Australian History: John Gorton
In most ways, Gorton's background was that of a blue-ribbon Liberal. Born in 1911, Gorton was the son of a wealthy Englishman. His mother died when he was seven and thereafter he spent his youth at exclusive boarding schools, including Geelong Grammar. After matriculation, Gorton worked for a while on his father's property, an orchard in the prosperous irrigation area of Kerang in northern Victoria, before going to Oxford University.
On his father's death in 1936, he took over management of the property and became interested in country politics. By 1939 he was secretary of the local branch of the Country Party. In 1940 he joined the RAAF and serving in Britain, Malaysia and New Guinea for four years. An aircraft crash which inflicted severe facial injuries, followed by prolonged plastic surgery, caused his discharge in 1944.
On his return to the Kerang property he ventured into local government, becoming a member of the Shire Council and, eventually, Shire President. Admiration for Robert Menzies made him switch from the Country Party to the Liberals and to make an unsuccessful attempt to enter the State Parliament. In late 1949, he was elected as a Liberal senator.
For nine years Gorton worked his way up from comparative obscurity until Menzies appointed him Minister for the Navy. During the next nine years he climbed steadily through various Cabinet positions to become Leader of the Government in the Senate. By 1967 he was a popular Liberal figure with an all round Australian image. Tall, lean and athletic, with the rugged features caused by his war wounds, he usually dressed casually.
After Holt's death, 'Black Jack' McEwen's support helped Gorton win the Liberal leadership from three other contenders. As the first senator ever to be elected Prime Minister, constitutional law obliged him to win a seat in the House of Representatives. He easily won the seat left vacant by Holt's death.
But as he began to exert power, his colleagues realised he was a far more complex character than his public image had indicated. He showed himself to be a 'loner' rather than a committee man. Malcolm Fraser, his Minister for Defence, said in a resignation speech in 1971 "... he has a dangerous reluctance to consult Cabinet and an obstinate determination to get his own way. He ridicules the advice of a great Public Service unless it supports his view." Sometimes intolerant, belligerent and prejudiced, he affronted state premiers and many members of his own party. Although he made some social improvements, such as increases in pensions and health benefits, he seemed to tend increasingly toward an almost dictatorial posture.
The climax came in a Party Room vote on 10 March 1971. Despite everything, Gorton still retained enough popularity for the votes for and against him to be equally divided. But he used his own casting vote as chairman to vote himself out of office.
His successor, William McMahon, appointed him Minister for Defence, but he continued to defy the proprieties by publishing a series of newspaper articles entitled I Did It My Way. These hard-hitting revelations offended Cabinet so much that McMahon dismissed him from his ministry.
Gorton continued to criticise the party from within, but did not stand in the 1972 elections. His political career ended when he stood as an unsuccessful independent Senate candidate in 1975. Sir John Grey Gorton died on Sunday the 19 May 2002 in Sydney at the age of 90.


▶ **WORK TO COMPLETE**
Copy only those lines which run from the line containing "Image is 423x206 pixels." to the end of the entries below, both inclusive, exactly as written and with no pictures.

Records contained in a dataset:
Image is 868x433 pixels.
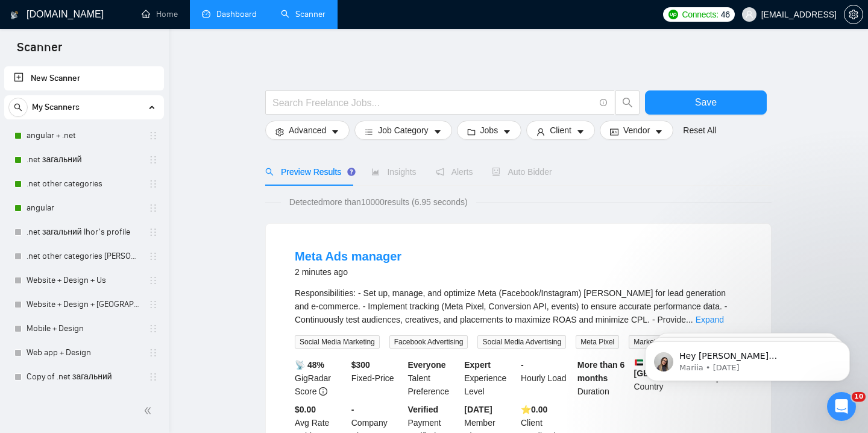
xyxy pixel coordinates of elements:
span: holder [148,324,158,333]
span: holder [148,300,158,309]
div: Talent Preference [406,358,462,398]
span: caret-down [433,127,442,136]
span: holder [148,179,158,189]
span: Advanced [288,123,326,137]
span: caret-down [576,127,585,136]
img: upwork-logo.png [668,9,678,19]
span: holder [148,131,158,140]
span: info-circle [599,99,608,107]
a: Expand [696,314,724,325]
span: Responsibilities: - Set up, manage, and optimize Meta (Facebook/Instagram) [PERSON_NAME] for lead... [294,288,727,325]
b: Expert [464,360,491,369]
input: Search Freelance Jobs... [272,96,594,110]
span: Auto Bidder [492,167,551,176]
b: Everyone [408,360,446,369]
button: settingAdvancedcaret-down [265,121,350,139]
span: ... [686,314,693,325]
span: robot [492,168,500,176]
div: Fixed-Price [349,358,406,398]
span: area-chart [371,168,380,176]
span: Alerts [436,167,473,176]
span: Scanner [7,39,71,64]
a: New Scanner [14,66,154,90]
span: Jobs [480,123,499,137]
span: Vendor [623,123,650,137]
a: angular + .net [27,123,141,147]
span: holder [148,203,158,213]
b: ⭐️ 0.00 [521,405,548,414]
a: Mobile + Design [27,316,141,340]
span: setting [276,127,284,136]
b: 📡 48% [294,360,325,369]
li: New Scanner [4,66,164,90]
span: Job Category [378,123,428,137]
div: Experience Level [462,358,518,398]
span: search [9,103,27,111]
b: Verified [408,405,439,414]
img: logo [10,5,19,25]
span: Social Media Marketing [294,335,380,349]
span: folder [467,127,475,136]
div: Responsibilities: - Set up, manage, and optimize Meta (Facebook/Instagram) ad campaigns for lead ... [294,286,742,326]
span: holder [148,227,158,237]
span: holder [148,275,158,285]
span: 10 [852,392,865,401]
a: .net загальний [27,147,141,171]
span: 46 [721,8,730,21]
span: holder [148,372,158,381]
button: barsJob Categorycaret-down [355,121,451,139]
b: - [521,360,524,369]
div: 2 minutes ago [294,264,401,279]
span: Connects: [682,8,718,21]
span: user [745,10,753,19]
span: setting [845,9,863,19]
button: Save [645,90,766,114]
button: folderJobscaret-down [457,121,522,139]
b: More than 6 months [578,360,625,382]
a: homeHome [141,9,177,19]
a: angular [27,195,141,220]
b: $ 300 [351,360,370,369]
button: setting [844,5,863,24]
span: info-circle [319,387,327,395]
a: .net загальний Ihor's profile [27,220,141,244]
span: Client [549,123,572,137]
a: Copy of .net загальний [27,364,141,388]
a: dashboardDashboard [202,9,257,19]
span: Preview Results [265,167,352,176]
div: GigRadar Score [292,358,349,398]
span: Detected more than 10000 results (6.95 seconds) [281,195,476,208]
a: .net other categories [27,171,141,195]
span: Meta Pixel [575,335,619,349]
iframe: Intercom live chat [827,392,856,421]
span: Social Media Advertising [477,335,566,349]
li: My Scanners [4,96,164,412]
a: Reset All [683,123,716,137]
span: My Scanners [32,96,79,120]
iframe: Intercom notifications message [627,316,868,400]
span: Save [695,95,716,109]
span: caret-down [654,127,663,136]
span: search [616,97,639,108]
div: Hourly Load [518,358,575,398]
span: search [265,168,274,176]
a: Website + Design + [GEOGRAPHIC_DATA]+[GEOGRAPHIC_DATA] [27,292,141,316]
b: - [351,405,355,414]
span: holder [148,155,158,164]
span: caret-down [503,127,512,136]
span: notification [436,168,444,176]
a: setting [844,9,863,19]
span: idcard [610,127,618,136]
button: idcardVendorcaret-down [599,121,673,139]
a: Web app + Design [27,340,141,364]
div: Tooltip anchor [346,166,356,177]
b: [DATE] [464,405,492,414]
span: Insights [371,167,416,176]
button: search [9,97,28,117]
span: caret-down [331,127,339,136]
a: searchScanner [281,9,326,19]
a: Meta Ads manager [294,250,401,263]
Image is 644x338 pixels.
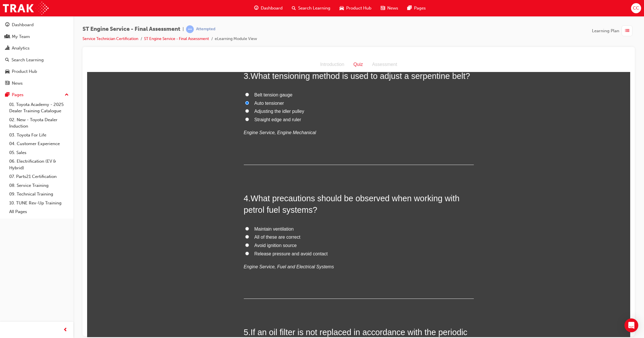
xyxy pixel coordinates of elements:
[83,26,180,33] span: ST Engine Service - Final Assessment
[167,51,217,56] span: Adjusting the idler pulley
[2,31,71,42] a: My Team
[157,269,387,304] h2: 5 .
[376,2,403,14] a: news-iconNews
[157,73,229,78] em: Engine Service, Engine Mechanical
[339,5,344,12] span: car-icon
[167,44,197,48] span: Auto tensioner
[2,20,71,30] a: Dashboard
[167,35,206,40] span: Belt tension gauge
[196,26,216,32] div: Attempted
[158,178,162,181] input: All of these are correct
[633,5,639,11] span: CC
[7,181,71,190] a: 08. Service Training
[12,68,37,75] div: Product Hub
[12,91,24,98] div: Pages
[408,5,412,12] span: pages-icon
[254,5,259,12] span: guage-icon
[164,14,383,23] span: What tensioning method is used to adjust a serpentine belt?
[7,157,71,172] a: 06. Electrification (EV & Hybrid)
[381,5,385,12] span: news-icon
[12,45,29,51] div: Analytics
[157,207,247,212] em: Engine Service, Fuel and Electrical Systems
[280,3,315,11] div: Assessment
[414,5,426,11] span: Pages
[167,60,214,65] span: Straight edge and ruler
[250,2,287,14] a: guage-iconDashboard
[7,139,71,148] a: 04. Customer Experience
[157,270,380,303] span: If an oil filter is not replaced in accordance with the periodic maintenance schedule, the oil pr...
[158,186,162,190] input: Avoid ignition source
[335,2,376,14] a: car-iconProduct Hub
[403,2,431,14] a: pages-iconPages
[5,92,10,98] span: pages-icon
[158,169,162,173] input: Maintain ventilation
[2,89,71,100] button: Pages
[7,100,71,115] a: 01. Toyota Academy - 2025 Dealer Training Catalogue
[346,5,372,11] span: Product Hub
[7,148,71,157] a: 05. Sales
[7,131,71,139] a: 03. Toyota For Life
[298,5,330,11] span: Search Learning
[387,5,398,11] span: News
[5,46,10,51] span: chart-icon
[229,3,262,11] div: Introduction
[2,66,71,77] a: Product Hub
[83,36,138,41] a: Service Technician Certification
[182,26,184,33] span: |
[7,115,71,131] a: 02. New - Toyota Dealer Induction
[144,36,209,41] a: ST Engine Service - Final Assessment
[63,327,68,333] span: prev-icon
[292,5,296,12] span: search-icon
[631,3,641,13] button: CC
[624,318,639,332] div: Open Intercom Messenger
[2,43,71,54] a: Analytics
[158,52,162,55] input: Adjusting the idler pulley
[2,78,71,89] a: News
[157,135,387,159] h2: 4 .
[592,25,635,36] button: Learning Plan
[7,190,71,199] a: 09. Technical Training
[157,136,373,157] span: What precautions should be observed when working with petrol fuel systems?
[2,55,71,65] a: Search Learning
[167,194,241,199] span: Release pressure and avoid contact
[7,207,71,216] a: All Pages
[3,2,49,15] img: Trak
[12,80,23,87] div: News
[7,199,71,208] a: 10. TUNE Rev-Up Training
[215,36,257,42] li: eLearning Module View
[287,2,335,14] a: search-iconSearch Learning
[12,33,30,40] div: My Team
[625,27,629,35] span: list-icon
[158,60,162,64] input: Straight edge and ruler
[158,35,162,39] input: Belt tension gauge
[5,34,10,40] span: people-icon
[262,3,280,11] div: Quiz
[5,69,10,74] span: car-icon
[158,44,162,48] input: Auto tensioner
[12,22,34,28] div: Dashboard
[592,28,619,34] span: Learning Plan
[167,177,213,182] span: All of these are correct
[65,91,69,99] span: up-icon
[11,57,44,63] div: Search Learning
[261,5,283,11] span: Dashboard
[167,186,210,190] span: Avoid ignition source
[158,194,162,198] input: Release pressure and avoid contact
[157,13,387,25] h2: 3 .
[5,22,10,28] span: guage-icon
[7,172,71,181] a: 07. Parts21 Certification
[186,25,194,33] span: learningRecordVerb_ATTEMPT-icon
[5,81,10,86] span: news-icon
[167,169,207,174] span: Maintain ventilation
[5,58,9,63] span: search-icon
[2,19,71,89] button: DashboardMy TeamAnalyticsSearch LearningProduct HubNews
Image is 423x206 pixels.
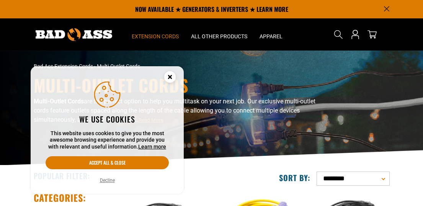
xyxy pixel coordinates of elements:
[254,18,289,51] summary: Apparel
[333,28,345,41] summary: Search
[34,62,267,70] nav: breadcrumbs
[132,33,179,40] span: Extension Cords
[260,33,283,40] span: Apparel
[138,144,166,150] a: Learn more
[191,33,248,40] span: All Other Products
[46,130,169,151] p: This website uses cookies to give you the most awesome browsing experience and provide you with r...
[46,114,169,124] h2: We use cookies
[34,63,93,69] a: Bad Ass Extension Cords
[126,18,185,51] summary: Extension Cords
[279,173,311,183] label: Sort by:
[97,63,140,69] span: Multi-Outlet Cords
[36,28,112,41] img: Bad Ass Extension Cords
[98,177,117,184] button: Decline
[46,156,169,169] button: Accept all & close
[31,66,184,194] aside: Cookie Consent
[185,18,254,51] summary: All Other Products
[94,63,96,69] span: ›
[34,192,87,204] h2: Categories:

▶ **RESULT BELOW**
Image is 423x206 pixels.
xyxy pixel coordinates of elements:
[254,18,289,51] summary: Apparel
[333,28,345,41] summary: Search
[34,62,267,70] nav: breadcrumbs
[132,33,179,40] span: Extension Cords
[260,33,283,40] span: Apparel
[138,144,166,150] a: Learn more
[191,33,248,40] span: All Other Products
[46,130,169,151] p: This website uses cookies to give you the most awesome browsing experience and provide you with r...
[46,114,169,124] h2: We use cookies
[34,63,93,69] a: Bad Ass Extension Cords
[126,18,185,51] summary: Extension Cords
[279,173,311,183] label: Sort by:
[97,63,140,69] span: Multi-Outlet Cords
[36,28,112,41] img: Bad Ass Extension Cords
[98,177,117,184] button: Decline
[46,156,169,169] button: Accept all & close
[31,66,184,194] aside: Cookie Consent
[185,18,254,51] summary: All Other Products
[94,63,96,69] span: ›
[34,192,87,204] h2: Categories:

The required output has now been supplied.